This is the teacher's blog for a Spring 2012 literature class at Eugene Lang College.
Tuesday, January 31, 2012
Ideas that came up in class on 1/30
1. Mel Gibson: the actor-director has had one of the best careers in Hollywood, starring in cult movies, a well-liked action series, and even winning Best Director. But his views are widely considered unacceptable, so much so that his career as an actor may be over (unless he does Lethal Weapon 5). Is Gibson "transgressive"? By my definition, no: because transgressive artists upset widely-held values, but somehow make it into the mainstream. They avoid being labeled and dismissed. Somehow they make it through the cultural filters. How?

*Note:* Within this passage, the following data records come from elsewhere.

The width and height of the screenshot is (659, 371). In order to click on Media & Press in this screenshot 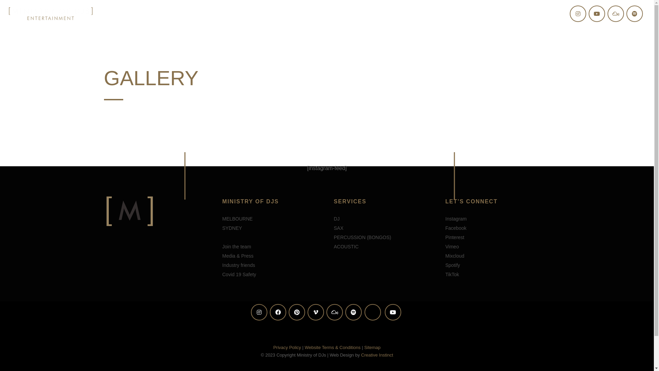, I will do `click(238, 256)`.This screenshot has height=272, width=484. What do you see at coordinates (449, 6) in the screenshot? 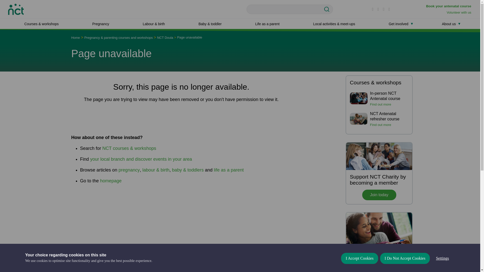
I see `Book your antenatal course ` at bounding box center [449, 6].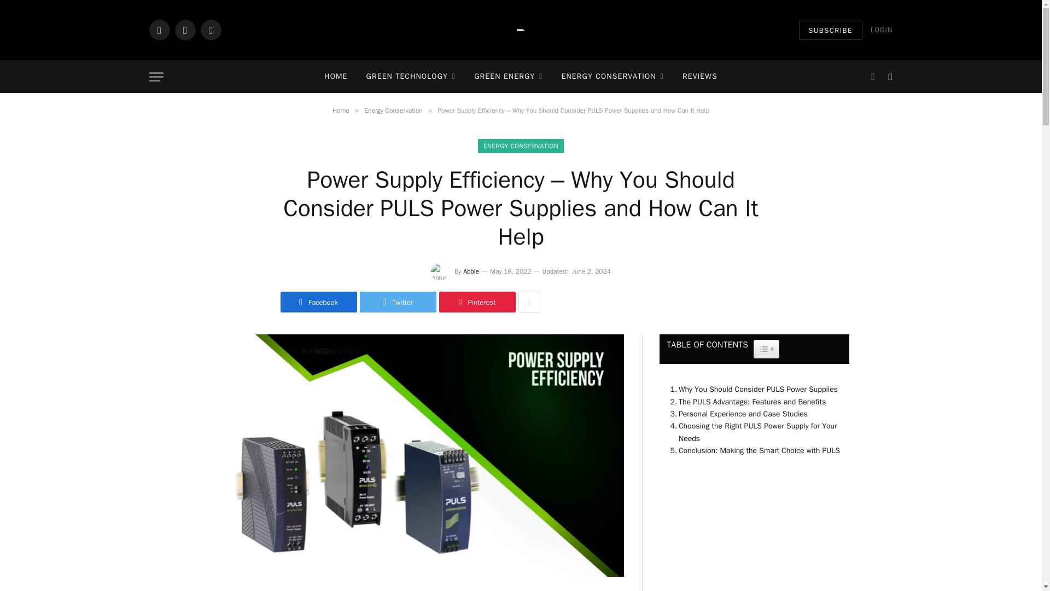  What do you see at coordinates (872, 77) in the screenshot?
I see `Switch to Dark Design - easier on eyes.` at bounding box center [872, 77].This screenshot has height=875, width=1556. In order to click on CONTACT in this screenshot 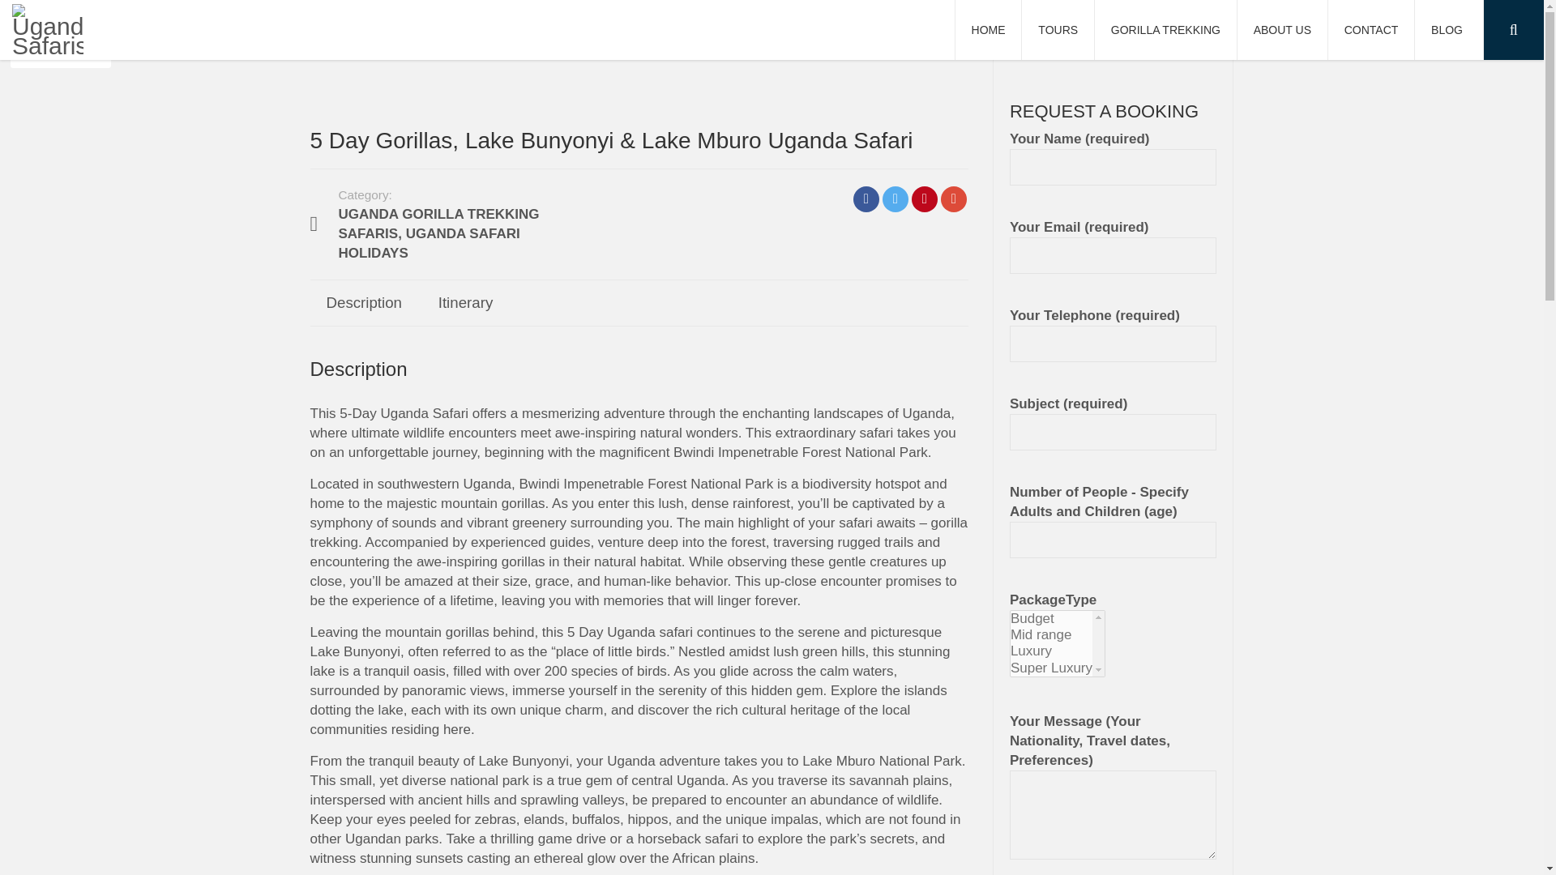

2. Music and literature: Burroughs said he wrote "picaresque" fiction, not fiction after the nineteenth-century model. This traditional type of story designs plots on a spatial model. You know, the person who wrote Lethal Weapon (Shane Black) would call it a "story arc." But avant-garde or just disagreeable writers (like Jack Kerouac) often use a musical model to design their stories. And a picaresque novel features a character who moves from adventure to adventure - no arc: and it's sort of like the way a song moves from verse to chorus to verse to chorus. (Or the way a Kung Fu movie or a Fred Astaire dance movie always gets back to the dance/fight scenes. A transgressive novel gets back to the violence or other intense content.) And polyphony (also called "counterpoint"), the interweaving of voices (melodies), may have no big-picture structure at all. A fugue in music often lacks a fixed structure - it is a tapestry of distinct melodies all at once, such as in Bach's works - best played (transposed from the harpsichord) by Glenn Gould.